In my last post here, I gave my best shot at what I think would be the first steps to starting your own cooperative preschool. In this second post, I'm going to try to simply describe the nuts and bolts of how our school works.
If you're entirely unfamiliar with our model, please take a look at my Cooperative Manifesto in which I attempted back during the dawn of my blog to provide a sort of socio-economic-political context for what we do.
How our school works . . .
The parents own the school, so they are the ones who hire, pay, and evaluate. In other words, as the teacher, and only paid employee, I have 60+ bosses. At the same time, a big part of my job is instructing and managing these same parents as they work in the classroom as assistant teachers. We are affiliated with North Seattle College, along with some 40 other cooperative preschools, a relationship through which we receive our insurance, administrative and marketing support, executive training, and most importantly, parent education.
As is true with most cooperatives, our tuition is quite low, which is made possible because parent involvement is quite high.
Parent Responsibilities
Parents enrolled in our school take on 3 main responsibilities.
- Parent meetings: The entire adult community convenes once a month, in the evening, at a "parent meeting," half of which is spent on the business of running the co-op, the other half on parent education under the instruction of a parent educator provided by the college. Our parents are technically enrolled as students at the college. This is credit-earning classroom time dedicated to helping parents become better parents and, importantly for our school, better teachers. When families move on from our school, they often cite the parent education as the thing they miss the most. The parent educator also attends class once a week to work with parents in a classroom setting.

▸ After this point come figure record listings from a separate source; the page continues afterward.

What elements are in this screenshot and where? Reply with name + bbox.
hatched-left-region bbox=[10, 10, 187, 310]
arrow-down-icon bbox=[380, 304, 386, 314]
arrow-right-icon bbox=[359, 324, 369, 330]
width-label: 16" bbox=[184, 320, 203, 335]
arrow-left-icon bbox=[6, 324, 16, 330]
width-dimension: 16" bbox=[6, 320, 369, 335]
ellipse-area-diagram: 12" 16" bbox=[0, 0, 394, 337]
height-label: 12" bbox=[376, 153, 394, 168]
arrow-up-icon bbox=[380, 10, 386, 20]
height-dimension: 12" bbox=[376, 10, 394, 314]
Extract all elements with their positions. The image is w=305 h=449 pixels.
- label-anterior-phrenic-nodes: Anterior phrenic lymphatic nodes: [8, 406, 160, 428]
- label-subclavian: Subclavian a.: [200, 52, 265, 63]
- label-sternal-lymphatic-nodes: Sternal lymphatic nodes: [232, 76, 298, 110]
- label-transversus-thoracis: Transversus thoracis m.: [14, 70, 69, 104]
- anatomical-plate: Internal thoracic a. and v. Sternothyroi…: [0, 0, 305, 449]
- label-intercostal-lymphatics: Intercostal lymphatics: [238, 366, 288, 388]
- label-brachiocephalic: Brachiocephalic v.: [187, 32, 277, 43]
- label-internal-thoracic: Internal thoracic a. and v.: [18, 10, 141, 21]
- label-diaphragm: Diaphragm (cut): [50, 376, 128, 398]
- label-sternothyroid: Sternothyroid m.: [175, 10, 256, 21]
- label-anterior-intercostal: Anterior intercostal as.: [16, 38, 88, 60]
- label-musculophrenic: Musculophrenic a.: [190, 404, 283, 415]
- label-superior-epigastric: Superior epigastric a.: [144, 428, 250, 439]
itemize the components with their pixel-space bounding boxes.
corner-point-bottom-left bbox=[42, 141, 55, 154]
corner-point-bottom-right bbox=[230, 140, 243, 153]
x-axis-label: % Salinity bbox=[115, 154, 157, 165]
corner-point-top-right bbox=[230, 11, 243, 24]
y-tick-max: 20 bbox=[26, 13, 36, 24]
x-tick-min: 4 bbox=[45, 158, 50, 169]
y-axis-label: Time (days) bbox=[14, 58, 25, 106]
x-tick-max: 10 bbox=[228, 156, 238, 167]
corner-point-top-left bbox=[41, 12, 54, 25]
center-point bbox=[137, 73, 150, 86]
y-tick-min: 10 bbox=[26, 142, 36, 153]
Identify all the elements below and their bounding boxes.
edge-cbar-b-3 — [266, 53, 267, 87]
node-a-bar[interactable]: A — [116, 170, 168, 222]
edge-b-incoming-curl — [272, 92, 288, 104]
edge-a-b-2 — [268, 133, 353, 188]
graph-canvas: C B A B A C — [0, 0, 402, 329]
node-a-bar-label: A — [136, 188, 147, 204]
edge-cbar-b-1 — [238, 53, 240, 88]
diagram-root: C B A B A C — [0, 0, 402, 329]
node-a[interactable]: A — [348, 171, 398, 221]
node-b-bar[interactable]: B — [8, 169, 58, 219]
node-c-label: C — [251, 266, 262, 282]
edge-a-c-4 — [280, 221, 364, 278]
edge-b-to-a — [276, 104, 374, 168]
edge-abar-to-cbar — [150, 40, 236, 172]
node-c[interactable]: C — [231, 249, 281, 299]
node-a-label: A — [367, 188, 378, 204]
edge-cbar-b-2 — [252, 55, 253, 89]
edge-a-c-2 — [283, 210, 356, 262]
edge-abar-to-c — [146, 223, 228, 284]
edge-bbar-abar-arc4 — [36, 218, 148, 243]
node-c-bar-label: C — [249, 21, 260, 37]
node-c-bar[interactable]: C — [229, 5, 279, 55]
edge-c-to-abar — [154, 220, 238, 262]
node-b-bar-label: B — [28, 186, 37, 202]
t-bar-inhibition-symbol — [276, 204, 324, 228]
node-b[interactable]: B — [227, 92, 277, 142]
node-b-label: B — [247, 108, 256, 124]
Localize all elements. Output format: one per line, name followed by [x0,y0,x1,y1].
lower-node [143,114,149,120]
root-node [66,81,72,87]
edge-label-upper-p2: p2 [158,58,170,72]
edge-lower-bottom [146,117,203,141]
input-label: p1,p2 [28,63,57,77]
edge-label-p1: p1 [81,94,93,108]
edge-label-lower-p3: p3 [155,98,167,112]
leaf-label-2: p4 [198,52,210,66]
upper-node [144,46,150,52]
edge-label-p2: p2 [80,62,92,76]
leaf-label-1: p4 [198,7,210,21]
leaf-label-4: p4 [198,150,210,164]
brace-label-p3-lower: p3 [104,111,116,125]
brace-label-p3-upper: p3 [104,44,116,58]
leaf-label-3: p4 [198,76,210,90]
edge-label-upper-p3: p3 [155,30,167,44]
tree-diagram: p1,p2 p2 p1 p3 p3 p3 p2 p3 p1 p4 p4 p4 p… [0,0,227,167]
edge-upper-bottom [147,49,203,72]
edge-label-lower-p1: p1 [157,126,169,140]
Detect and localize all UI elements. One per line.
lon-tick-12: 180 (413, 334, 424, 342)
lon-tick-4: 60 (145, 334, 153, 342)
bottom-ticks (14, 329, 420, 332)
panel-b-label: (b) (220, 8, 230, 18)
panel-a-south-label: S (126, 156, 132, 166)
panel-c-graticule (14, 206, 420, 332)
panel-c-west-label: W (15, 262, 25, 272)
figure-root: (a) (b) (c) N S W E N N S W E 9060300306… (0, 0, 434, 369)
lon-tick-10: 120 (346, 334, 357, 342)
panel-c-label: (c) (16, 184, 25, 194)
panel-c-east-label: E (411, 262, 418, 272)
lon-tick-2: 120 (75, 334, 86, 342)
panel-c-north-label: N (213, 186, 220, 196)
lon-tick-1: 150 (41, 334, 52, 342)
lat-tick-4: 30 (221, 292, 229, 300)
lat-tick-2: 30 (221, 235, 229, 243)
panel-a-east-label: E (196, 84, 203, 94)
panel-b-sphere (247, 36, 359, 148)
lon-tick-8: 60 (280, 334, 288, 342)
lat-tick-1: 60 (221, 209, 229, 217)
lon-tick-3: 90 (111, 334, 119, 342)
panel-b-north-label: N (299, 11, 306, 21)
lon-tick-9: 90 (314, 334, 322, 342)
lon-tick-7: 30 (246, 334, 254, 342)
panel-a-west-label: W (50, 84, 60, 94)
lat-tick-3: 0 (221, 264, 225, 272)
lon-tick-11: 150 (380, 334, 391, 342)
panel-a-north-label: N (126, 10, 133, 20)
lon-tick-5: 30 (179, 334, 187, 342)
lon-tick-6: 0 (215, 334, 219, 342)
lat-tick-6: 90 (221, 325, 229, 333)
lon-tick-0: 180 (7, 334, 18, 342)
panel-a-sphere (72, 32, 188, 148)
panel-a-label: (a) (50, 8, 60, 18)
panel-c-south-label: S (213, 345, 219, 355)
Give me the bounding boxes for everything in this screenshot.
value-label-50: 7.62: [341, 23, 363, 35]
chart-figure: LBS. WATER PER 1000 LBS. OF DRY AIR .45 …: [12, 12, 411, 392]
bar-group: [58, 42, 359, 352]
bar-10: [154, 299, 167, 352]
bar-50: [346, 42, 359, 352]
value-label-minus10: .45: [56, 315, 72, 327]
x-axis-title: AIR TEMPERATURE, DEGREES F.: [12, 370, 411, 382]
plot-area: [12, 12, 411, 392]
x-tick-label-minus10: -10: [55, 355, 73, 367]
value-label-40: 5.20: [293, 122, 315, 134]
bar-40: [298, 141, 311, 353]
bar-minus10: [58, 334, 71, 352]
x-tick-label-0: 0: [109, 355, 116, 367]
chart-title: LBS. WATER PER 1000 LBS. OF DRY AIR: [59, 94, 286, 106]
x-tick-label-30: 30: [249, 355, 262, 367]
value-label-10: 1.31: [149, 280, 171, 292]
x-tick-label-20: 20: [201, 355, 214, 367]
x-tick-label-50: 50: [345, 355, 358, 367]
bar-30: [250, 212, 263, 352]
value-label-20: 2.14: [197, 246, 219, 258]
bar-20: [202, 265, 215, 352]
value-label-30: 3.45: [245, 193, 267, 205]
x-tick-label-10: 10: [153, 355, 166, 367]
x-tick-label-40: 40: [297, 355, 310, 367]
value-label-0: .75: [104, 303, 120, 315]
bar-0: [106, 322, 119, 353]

- Parent jobs: Each family takes on one of the dozens of outside the classroom "jobs" necessary to make the school run. Some choose a position on the board, which is generally more work, but with the compensation that you don't need to to take a turn in the weekly weekend school cleaning rotation. Our all-school board is new this year. In the past, we've operated each of our "classes" as separate schools, with their own boards. Other parent jobs might include things like field trip coordinator, photographer, gardener, teacher's assistant, purchaser, maintenance, or fundraiser.
- Work in the classroom as assistant teacher: Each family provides an adult to work in the classroom as an assistant teacher once a week under my instruction and supervision. Most often this adult is a mother, although fathers, grandparents, and even paid caregivers sometimes take on this responsibility depending on what works best for the families.
Classroom schedule and parent roles
I teach three classes -- Pre-3's, 3's, and 4-5's. Rachel Troutman will teach our new kindergarten next year. I'm going to use our 3's class in my examples where our child-adult ratios are about 3:1. Our ratio in the Pre-3 class is 2:1, while it's about 4:1 in the 4-5's.
- Discovery Time: We start our day with an indoor free play period featuring a number of "stations," such as art, blocks, sensory, drama, table toys, and snack. Each station is the primary responsibility of a parent-teacher. Ideally, as parents arrive, I take a moment to fill-in the parent-teachers about my expectations for their stations for the day, instructions (if necessary), and what to look for both in terms of individual children or group dynamics. During this time, I expect the parent-teachers to stick to their stations and to focus on the children, limiting their adult conversations. I rotate through the stations in a kind of intuitive pattern, striving to be where I'm most needed, role-model teacher behavior, and get some time with each of the kids.
- Clean-up: Just before I beat the drum that signals our first transition of the day, I make the rounds of the stations, if necessary, to let the parent-teachers know my expectations for how their station should be cleaned-up. While there are some aspects adults need to handle (e.g., sanitizing, really getting paint brushes clean, etc.) the onus is primarily on the children to put the school back in order. I often say that this is the core of our curriculum, the time when the children really claim ownership of their classroom, and I don't care if it takes a half hour to complete, I want the children to be in charge of it. One of the biggest challenges for me is convincing the parent-teachers to get out of the way and let the children do it for themselves.
- Circle time: This is our daily community meeting, a place for singing songs and telling stories, of course, but also for sharing exciting topics from home, addressing issues in the classroom, or giving compliments to our friends. The parents join us at circle time and I expect them to fully participate (e.g., singing and dancing), while also helping children manage themselves in group settings.
- Outdoor time: This outdoor free play period also features stations such as workbench, art, sand pit, and garden, again "staffed" by parent-teachers. This outdoor time runs very much like the indoor free-play period.
- Clean up and story circle: We end our day sitting together again as I read a story before releasing the children to their parents.